Danton

/\dɑ̃.tɔ̃\/ name

Letters

6 characters

Frequency Rank

#33,207

in French word usage

Misspellings

9

tracked variants

Confusables

6

similar word pairs

Danton is aFrenchname. It means: Nom de famille, représenté notamment par Georges Jacques Danton, 1759-1794, avocat et homme politique pendant la Révolution française. Pronounced \dɑ̃.tɔ̃\. Often confused with donjon and Dawson.

Key facts for Danton
PropertyValue
HeadwordDanton
LanguageFrench
Part of speechName
IPA\dɑ̃.tɔ̃\
Letters6
Frequency rank#33,207
Misspellings tracked9
Confusable pairs6
SourceWiktionary (kaikki.org)

Frequency rank visualization

Position of Danton in French word frequency (lower rank = more common)

Source: Wordfreq corpus

Spelling & Dictionary Insight

The French entry for Danton is 6 letters long, classified as aname, and transcribed in the International Phonetic Alphabet as \dɑ̃.tɔ̃\. Corpus data places it at rank #33,207 in overall French word frequency, marking it as uncommon enough that many writers pause before typing it.The dominant gloss from Wiktionary reads: "Nom de famille, représenté notamment par Georges Jacques Danton, 1759-1794, avocat et homme politique pendant la Révolution française.".

Our Hunspell-derived misspelling index lists 9 documented wrong-spelling variants for Danton, with forms such as "adnton", "dannton", and "danotn". Each variant represents a distinct typo pattern that appears often enough in corpora to be worth flagging, typically a doubled-consonant error, a silent-letter drop, or a vowel substitution.It also participates in 6 confusable-pair relationships, "donjon", "Dawson", "dicton", and more, where similar look or sound leads writers to substitute one word for another in context.

No explicit etymology string is stored for this entry, so spelling patterns must be inferred from the word's phoneme-to-grapheme mapping rather than from a documented borrowing chain. For readers arriving here from a spelling check, the authoritative guidance is: the correct French form is Danton, spelled D-A-N-T-O-N, and any other sequence of those letters, regardless of how natural it feels, is a misspelling in standard orthography.

Definition

  1. 1
    Nom de famille, représenté notamment par Georges Jacques Danton, 1759-1794, avocat et homme politique pendant la Révolution française.

Common misspellings

Also misspelled as: adnton,dannton,danotn,dantno,dantonn,dantton,datnon,ddanton,dnaton

Misspelling Pattern Breakdown

Relative frequency of common misspelling types for Danton

Misspelling Variants of "Danton"

adnton6dannton7danotn6dantno6dantonn7dantton7datnon6ddanton7
Misspelling Variants of "Danton"

Frequency rank: #33,207 in French

Frequently Asked Questions

How do you spell "Danton"?
"Danton" is spelled D-A-N-T-O-N. The IPA pronunciation is \dɑ̃.tɔ̃\.
What does "Danton" mean?
As a name, "Danton" means: Nom de famille, représenté notamment par Georges Jacques Danton, 1759-1794, avocat et homme politique pendant la Révolution française.
What words are commonly confused with "Danton"?
"Danton" is commonly confused with "donjon", "Dawson", "dicton". These words look or sound similar but have different meanings. PlainSpell provides detailed comparisons for each pair.
How do you pronounce "Danton"?
The IPA (International Phonetic Alphabet) transcription for "Danton" is \dɑ̃.tɔ̃\. Click the speaker icon on the pronunciation badge above to hear it spoken aloud where audio is available.
What language does "Danton" come from?
"Danton" is a French word. PlainSpell covers definitions, pronunciations, and spelling data across English, Spanish, Portuguese, French, and German.
Is PlainSpell free to use?
Yes, PlainSpell is a completely free word reference. You can look up definitions, pronunciations, confusable pairs, homophones, and spelling corrections across 5 languages without any sign-up or subscription.

Nearby French words

Other entries that begin with the letter D in our French index:

Explore PlainSpell

Data Source: Wiktionary (via kaikki.org), licensed under CC BY-SA & GFDL. Frequency data from Wordfreq. Misspellings derived from Hunspell dictionaries.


#### [Your task]
Given the records below, would you repeat exactly the lines that begin at the one containing "Image is 833x398 pixels." and end at the one containing "Image is 868x428 pixels.", inclusive?

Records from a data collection
• • • • •
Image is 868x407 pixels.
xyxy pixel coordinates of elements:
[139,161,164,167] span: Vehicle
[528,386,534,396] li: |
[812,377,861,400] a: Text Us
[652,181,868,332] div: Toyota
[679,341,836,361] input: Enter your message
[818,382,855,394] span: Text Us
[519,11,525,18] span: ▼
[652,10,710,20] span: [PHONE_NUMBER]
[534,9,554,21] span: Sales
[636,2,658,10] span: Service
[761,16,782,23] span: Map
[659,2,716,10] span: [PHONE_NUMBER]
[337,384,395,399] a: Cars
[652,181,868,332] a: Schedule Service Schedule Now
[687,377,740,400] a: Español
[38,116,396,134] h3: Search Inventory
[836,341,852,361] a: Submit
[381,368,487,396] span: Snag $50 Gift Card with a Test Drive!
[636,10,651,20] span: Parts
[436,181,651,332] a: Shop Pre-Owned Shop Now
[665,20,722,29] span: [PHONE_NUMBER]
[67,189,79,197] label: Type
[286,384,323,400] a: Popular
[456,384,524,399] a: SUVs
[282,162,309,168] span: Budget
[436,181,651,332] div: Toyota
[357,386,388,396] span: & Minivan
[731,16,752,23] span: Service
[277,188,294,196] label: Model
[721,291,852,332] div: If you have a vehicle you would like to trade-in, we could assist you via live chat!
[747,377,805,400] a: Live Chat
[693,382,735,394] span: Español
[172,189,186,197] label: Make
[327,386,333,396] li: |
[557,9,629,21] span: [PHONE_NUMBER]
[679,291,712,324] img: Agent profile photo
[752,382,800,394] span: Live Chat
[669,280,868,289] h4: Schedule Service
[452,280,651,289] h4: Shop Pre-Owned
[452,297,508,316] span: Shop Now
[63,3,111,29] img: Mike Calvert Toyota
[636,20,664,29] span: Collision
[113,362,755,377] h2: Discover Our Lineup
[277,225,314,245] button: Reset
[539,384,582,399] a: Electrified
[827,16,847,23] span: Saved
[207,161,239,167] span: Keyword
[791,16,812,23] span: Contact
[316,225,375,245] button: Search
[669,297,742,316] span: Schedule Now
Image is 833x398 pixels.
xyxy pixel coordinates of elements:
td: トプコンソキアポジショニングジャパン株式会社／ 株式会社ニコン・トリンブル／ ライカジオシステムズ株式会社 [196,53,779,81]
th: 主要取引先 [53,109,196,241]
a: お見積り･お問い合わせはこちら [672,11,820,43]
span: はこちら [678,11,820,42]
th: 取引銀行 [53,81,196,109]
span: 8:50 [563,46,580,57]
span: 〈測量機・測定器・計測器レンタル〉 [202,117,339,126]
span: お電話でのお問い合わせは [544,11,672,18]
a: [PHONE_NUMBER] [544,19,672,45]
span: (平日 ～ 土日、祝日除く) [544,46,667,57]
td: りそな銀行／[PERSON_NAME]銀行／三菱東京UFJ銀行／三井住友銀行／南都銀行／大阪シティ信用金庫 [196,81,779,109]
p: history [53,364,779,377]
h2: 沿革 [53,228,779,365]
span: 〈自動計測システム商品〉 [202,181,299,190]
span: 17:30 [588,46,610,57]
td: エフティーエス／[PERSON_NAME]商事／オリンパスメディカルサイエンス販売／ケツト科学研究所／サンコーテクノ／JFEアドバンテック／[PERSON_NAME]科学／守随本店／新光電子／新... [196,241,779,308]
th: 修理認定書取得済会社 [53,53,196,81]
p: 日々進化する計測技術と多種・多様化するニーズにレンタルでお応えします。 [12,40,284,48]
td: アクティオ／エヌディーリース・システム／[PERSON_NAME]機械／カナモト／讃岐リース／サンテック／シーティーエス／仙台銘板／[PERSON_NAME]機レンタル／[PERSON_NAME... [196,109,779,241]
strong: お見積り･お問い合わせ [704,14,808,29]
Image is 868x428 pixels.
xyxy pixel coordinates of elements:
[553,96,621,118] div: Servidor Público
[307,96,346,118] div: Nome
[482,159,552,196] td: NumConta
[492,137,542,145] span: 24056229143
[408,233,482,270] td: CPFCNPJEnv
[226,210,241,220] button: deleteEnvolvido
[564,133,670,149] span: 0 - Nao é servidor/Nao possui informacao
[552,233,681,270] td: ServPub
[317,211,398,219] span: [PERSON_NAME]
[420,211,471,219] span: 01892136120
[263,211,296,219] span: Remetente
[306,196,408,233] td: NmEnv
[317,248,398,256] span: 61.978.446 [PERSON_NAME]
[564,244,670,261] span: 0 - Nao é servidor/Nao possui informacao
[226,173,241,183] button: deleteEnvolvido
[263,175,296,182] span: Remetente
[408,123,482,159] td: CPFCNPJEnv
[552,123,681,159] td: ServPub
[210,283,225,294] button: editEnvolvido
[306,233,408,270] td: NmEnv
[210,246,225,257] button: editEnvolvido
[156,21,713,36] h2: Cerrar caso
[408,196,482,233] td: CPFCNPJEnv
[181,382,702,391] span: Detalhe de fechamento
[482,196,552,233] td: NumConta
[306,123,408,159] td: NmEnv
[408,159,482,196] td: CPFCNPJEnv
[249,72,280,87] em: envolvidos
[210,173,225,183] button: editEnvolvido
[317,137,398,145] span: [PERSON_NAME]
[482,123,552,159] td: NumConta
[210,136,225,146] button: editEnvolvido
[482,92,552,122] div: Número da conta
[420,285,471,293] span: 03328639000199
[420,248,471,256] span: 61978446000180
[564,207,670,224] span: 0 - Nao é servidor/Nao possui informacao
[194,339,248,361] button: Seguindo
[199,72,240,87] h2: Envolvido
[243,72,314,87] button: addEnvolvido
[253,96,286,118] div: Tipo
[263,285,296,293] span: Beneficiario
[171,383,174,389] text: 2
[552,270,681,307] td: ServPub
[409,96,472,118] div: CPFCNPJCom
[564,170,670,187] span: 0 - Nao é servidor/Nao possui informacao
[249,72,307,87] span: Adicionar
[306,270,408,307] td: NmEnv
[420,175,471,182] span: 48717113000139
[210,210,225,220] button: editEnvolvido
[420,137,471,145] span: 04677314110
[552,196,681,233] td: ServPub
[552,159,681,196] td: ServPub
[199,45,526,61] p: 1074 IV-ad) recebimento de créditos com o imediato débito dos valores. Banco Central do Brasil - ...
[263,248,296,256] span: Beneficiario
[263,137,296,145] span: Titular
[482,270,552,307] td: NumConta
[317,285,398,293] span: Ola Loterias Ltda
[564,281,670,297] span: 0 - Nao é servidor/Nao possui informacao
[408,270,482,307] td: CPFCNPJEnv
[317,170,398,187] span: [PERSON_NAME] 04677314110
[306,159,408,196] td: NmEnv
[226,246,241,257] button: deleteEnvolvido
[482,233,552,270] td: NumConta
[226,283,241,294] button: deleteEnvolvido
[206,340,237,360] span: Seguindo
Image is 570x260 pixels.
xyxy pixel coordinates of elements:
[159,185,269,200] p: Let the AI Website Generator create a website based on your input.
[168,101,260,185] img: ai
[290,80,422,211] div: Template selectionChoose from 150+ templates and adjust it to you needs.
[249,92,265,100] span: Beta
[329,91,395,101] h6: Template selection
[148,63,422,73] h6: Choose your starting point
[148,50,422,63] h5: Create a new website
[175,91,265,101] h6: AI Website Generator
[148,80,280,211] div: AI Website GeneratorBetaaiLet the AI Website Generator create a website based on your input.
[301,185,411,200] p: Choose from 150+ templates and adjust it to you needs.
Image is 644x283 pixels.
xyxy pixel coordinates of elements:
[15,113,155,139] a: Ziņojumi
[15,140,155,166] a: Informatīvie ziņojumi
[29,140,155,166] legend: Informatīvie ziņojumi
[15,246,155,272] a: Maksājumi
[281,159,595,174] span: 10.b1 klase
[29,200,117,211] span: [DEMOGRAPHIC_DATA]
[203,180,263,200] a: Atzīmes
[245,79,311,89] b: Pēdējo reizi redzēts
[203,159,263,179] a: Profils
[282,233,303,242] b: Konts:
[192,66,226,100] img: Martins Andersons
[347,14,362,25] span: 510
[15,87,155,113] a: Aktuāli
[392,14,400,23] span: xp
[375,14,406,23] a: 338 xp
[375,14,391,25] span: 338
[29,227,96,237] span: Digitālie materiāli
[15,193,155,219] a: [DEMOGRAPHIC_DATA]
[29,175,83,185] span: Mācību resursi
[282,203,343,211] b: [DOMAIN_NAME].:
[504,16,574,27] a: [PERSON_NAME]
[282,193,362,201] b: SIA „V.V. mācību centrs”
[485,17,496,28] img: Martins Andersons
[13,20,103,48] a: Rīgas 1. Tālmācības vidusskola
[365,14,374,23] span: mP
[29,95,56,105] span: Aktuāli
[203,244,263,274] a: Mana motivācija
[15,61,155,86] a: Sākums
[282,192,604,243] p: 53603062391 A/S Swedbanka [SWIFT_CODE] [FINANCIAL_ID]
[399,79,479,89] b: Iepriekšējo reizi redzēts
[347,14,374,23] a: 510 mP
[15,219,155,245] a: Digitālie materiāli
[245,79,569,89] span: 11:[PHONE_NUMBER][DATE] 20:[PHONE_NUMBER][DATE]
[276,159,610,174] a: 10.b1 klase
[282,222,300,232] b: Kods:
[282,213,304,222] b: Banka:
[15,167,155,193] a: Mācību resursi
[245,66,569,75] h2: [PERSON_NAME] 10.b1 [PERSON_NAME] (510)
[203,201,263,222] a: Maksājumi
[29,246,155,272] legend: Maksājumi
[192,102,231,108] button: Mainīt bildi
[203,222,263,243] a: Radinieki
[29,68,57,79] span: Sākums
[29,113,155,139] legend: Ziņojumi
• • • • •
#### [Reply]
Image is 833x398 pixels.
xyxy pixel coordinates of elements:
td: トプコンソキアポジショニングジャパン株式会社／ 株式会社ニコン・トリンブル／ ライカジオシステムズ株式会社 [196,53,779,81]
th: 主要取引先 [53,109,196,241]
a: お見積り･お問い合わせはこちら [672,11,820,43]
span: はこちら [678,11,820,42]
th: 取引銀行 [53,81,196,109]
span: 8:50 [563,46,580,57]
span: 〈測量機・測定器・計測器レンタル〉 [202,117,339,126]
span: お電話でのお問い合わせは [544,11,672,18]
a: [PHONE_NUMBER] [544,19,672,45]
span: (平日 ～ 土日、祝日除く) [544,46,667,57]
td: りそな銀行／[PERSON_NAME]銀行／三菱東京UFJ銀行／三井住友銀行／南都銀行／大阪シティ信用金庫 [196,81,779,109]
p: history [53,364,779,377]
h2: 沿革 [53,228,779,365]
span: 〈自動計測システム商品〉 [202,181,299,190]
span: 17:30 [588,46,610,57]
td: エフティーエス／[PERSON_NAME]商事／オリンパスメディカルサイエンス販売／ケツト科学研究所／サンコーテクノ／JFEアドバンテック／[PERSON_NAME]科学／守随本店／新光電子／新... [196,241,779,308]
th: 修理認定書取得済会社 [53,53,196,81]
p: 日々進化する計測技術と多種・多様化するニーズにレンタルでお応えします。 [12,40,284,48]
td: アクティオ／エヌディーリース・システム／[PERSON_NAME]機械／カナモト／讃岐リース／サンテック／シーティーエス／仙台銘板／[PERSON_NAME]機レンタル／[PERSON_NAME... [196,109,779,241]
strong: お見積り･お問い合わせ [704,14,808,29]
Image is 868x428 pixels.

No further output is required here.